New E-Commerce Platform Fabric Targets Retail Brands That Have Outgrown Shopify

E-commerce platform Fabric aims to give mid-market retailers websites that can be updated and … [+] expanded without an army of code-writing engineers.

Retailers, Faisal Masud feels your e-commerce pain. He says he has a solution, a new e-commerce platform called Fabric.

Masud, who earned his e-commerce credits at Amazon

AMZN
, eBay, Groupon, Staples and Google, recently became CEO of Fabric, a startup that is targeting the sweet spot of online sellers who have outgrown Shopify, but don’t want the expense and size of something like Salesforce

CRM
or its subsidiaries.

Fabric, which is based in Bellevue, Wash., emerged from stealth mode today, and announced that it is backed by $9.5 million in seed funding. Fabric has been quietly onboarding retail brands since the beginning of this year, and is now ready to talk about what it is doing.

Its target clientele, Masud said, is “mid-market to small enterprise customers ready to accelerate their growth online.” He defines mid-market to small enterprise as companies with between $5 million to $1 billion in sales.

Among the first brands using the Fabric platform are ABC Carpet and Home, GNC, and BuildDirect.

Fabric, Masud said, was developed to give retailers, and B2B businesses, an e-commerce platform that is easy to update and customize, without requiring an in-house army of engineers, or costly consultants.

“Essentially Fabric is a platform that’s built to take the burden of engineering away from retailers,” Masud said. “Their technology platforms are the single biggest limiting factor that stifles the growth of these retailers.”

Retailers, Masud said, are in effect paying an “e-commerce tax” in the form of licenses, infrastructure, hardware, software fees, and all the employees and contractors writing custom code every time they need to make a change. “Our goal is to unburden them from that.”

One of Fabric’s top selling points, Masud said, is that the company’s leaders know e-commerce and retail, and thus can better understand what retailers need in an e-commerce platform.

Faisal Masud is CEO of Fabric

“I’ve been a merchant, I’ve been an inventory planner, I’ve been a marketer, I’ve done supply chain forward logistics, reverse logistics, and inventory planning,” he said. Ryan Bartley, a Fabric co-founder, and its chief revenue officer, and Luke Shardlow, chief product officer, also have strong e-commerce backgrounds. “It puts us in a unique position” to think like a retailer while creating a technology solution, Masud said.  

Another asset, he said, is that Fabric is a modular platform. Retailers looking to upgrade their existing websites can add the components they need, and the modules are built to work with existing platforms.

Fabric operates on a software-as-a-service, monthly fee basis, and unlike other platform providers doesn’t charge a percentage of sales.

“One of the big challenges retailers have today is when you get to a significant size with some of these platforms, you’re paying an arm and a leg in rev share,” Masud said.

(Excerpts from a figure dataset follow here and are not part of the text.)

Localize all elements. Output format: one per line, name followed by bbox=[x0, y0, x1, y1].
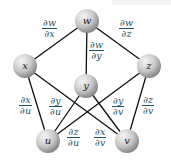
fraction-denominator: ∂y bbox=[89, 50, 104, 61]
fraction-denominator: ∂u bbox=[67, 137, 80, 148]
fraction-numerator: ∂w bbox=[119, 18, 134, 28]
fraction-numerator: ∂x bbox=[19, 95, 32, 105]
node-u: u bbox=[36, 129, 60, 153]
fraction-denominator: ∂x bbox=[42, 28, 57, 39]
fraction-numerator: ∂y bbox=[112, 96, 124, 106]
fraction-numerator: ∂w bbox=[89, 40, 104, 50]
node-label: y bbox=[82, 80, 89, 91]
nodes-group: wxyzuv bbox=[13, 9, 161, 153]
node-w: w bbox=[75, 9, 99, 33]
partial-derivative-label-dz-du: ∂z∂u bbox=[67, 127, 80, 148]
node-label: z bbox=[145, 60, 152, 71]
fraction-denominator: ∂v bbox=[142, 105, 154, 116]
partial-derivative-label-dy-du: ∂y∂u bbox=[49, 96, 62, 117]
partial-derivative-label-dw-dz: ∂w∂z bbox=[119, 18, 134, 39]
fraction-denominator: ∂u bbox=[49, 106, 62, 117]
partial-derivative-label-dw-dy: ∂w∂y bbox=[89, 40, 104, 61]
partial-derivative-label-dz-dv: ∂z∂v bbox=[142, 95, 154, 116]
node-label: x bbox=[22, 60, 28, 71]
chain-rule-tree-diagram: wxyzuv bbox=[0, 0, 171, 164]
fraction-numerator: ∂z bbox=[142, 95, 154, 105]
fraction-numerator: ∂w bbox=[42, 18, 57, 28]
fraction-denominator: ∂u bbox=[19, 105, 32, 116]
node-y: y bbox=[74, 74, 98, 98]
node-x: x bbox=[13, 54, 37, 78]
fraction-numerator: ∂z bbox=[67, 127, 80, 137]
partial-derivative-label-dy-dv: ∂y∂v bbox=[112, 96, 124, 117]
partial-derivative-label-dw-dx: ∂w∂x bbox=[42, 18, 57, 39]
fraction-denominator: ∂v bbox=[94, 137, 106, 148]
node-label: v bbox=[124, 135, 130, 146]
fraction-denominator: ∂v bbox=[112, 106, 124, 117]
node-label: u bbox=[45, 135, 51, 146]
partial-derivative-label-dx-du: ∂x∂u bbox=[19, 95, 32, 116]
fraction-numerator: ∂x bbox=[94, 127, 106, 137]
node-label: w bbox=[83, 15, 92, 26]
node-z: z bbox=[137, 54, 161, 78]
fraction-denominator: ∂z bbox=[119, 28, 134, 39]
partial-derivative-label-dx-dv: ∂x∂v bbox=[94, 127, 106, 148]
node-v: v bbox=[115, 129, 139, 153]
fraction-numerator: ∂y bbox=[49, 96, 62, 106]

Retailers signing on with Fabric typically come to the platform from Magento, Shopify, BigCommerce, or their own home-grown platform, he said.

ABC Carpet and Home, the landmark New York City retailer, was running its website on an outdated version of Magento before switching to Fabric in February. Aaron Rose, who joined ABC as CEO 17 months ago, said improving the brand’s digital competencies and website were among his top priorities when he took the job.

“What I recognized is when you think about the ABC experience in store, that magic didn’t translate historically online,” Rose said.

“We were faced with a choice, do we proceed with a more modern version of Magento, or go with a new platform,” he said.

He reviewed a number of platform options, and chose Fabric. “Their product designers and developers and engineers building the product are coming from some of the best builders and developers of big tech companies, and they’re bringing a lot of capability that historically was only offered in those big business enterprise solutions into the mid-market,” Rose said.

He also liked the flexibility of the platform, and that it will be easy to add components and personalization as ABC expands its digital capabilities. “I’m going to be able to have an abchome.com experience that is truly unique and tailored – over time – to what we know about the visitor, the site user,” he said.

The platform is easy for non-engineers to update, Rose said. “It’s a very intuitive series of interfaces. It doesn’t require the ability to do custom coding,” he said.

With Fabric, abchome.com’s site speed and online engagement increased, and conversion and revenue run rates grew nearly threefold, Rose said.

Fabric’s $9.5 million seed funding round was led by Redpoint Ventures, with participation from Sierra Ventures and Expa. Alex Bard, partner and managing director at Redpoint Ventures, and Tim Guleri, managing partner at Sierra Ventures, have joined Fabric’s board of directors.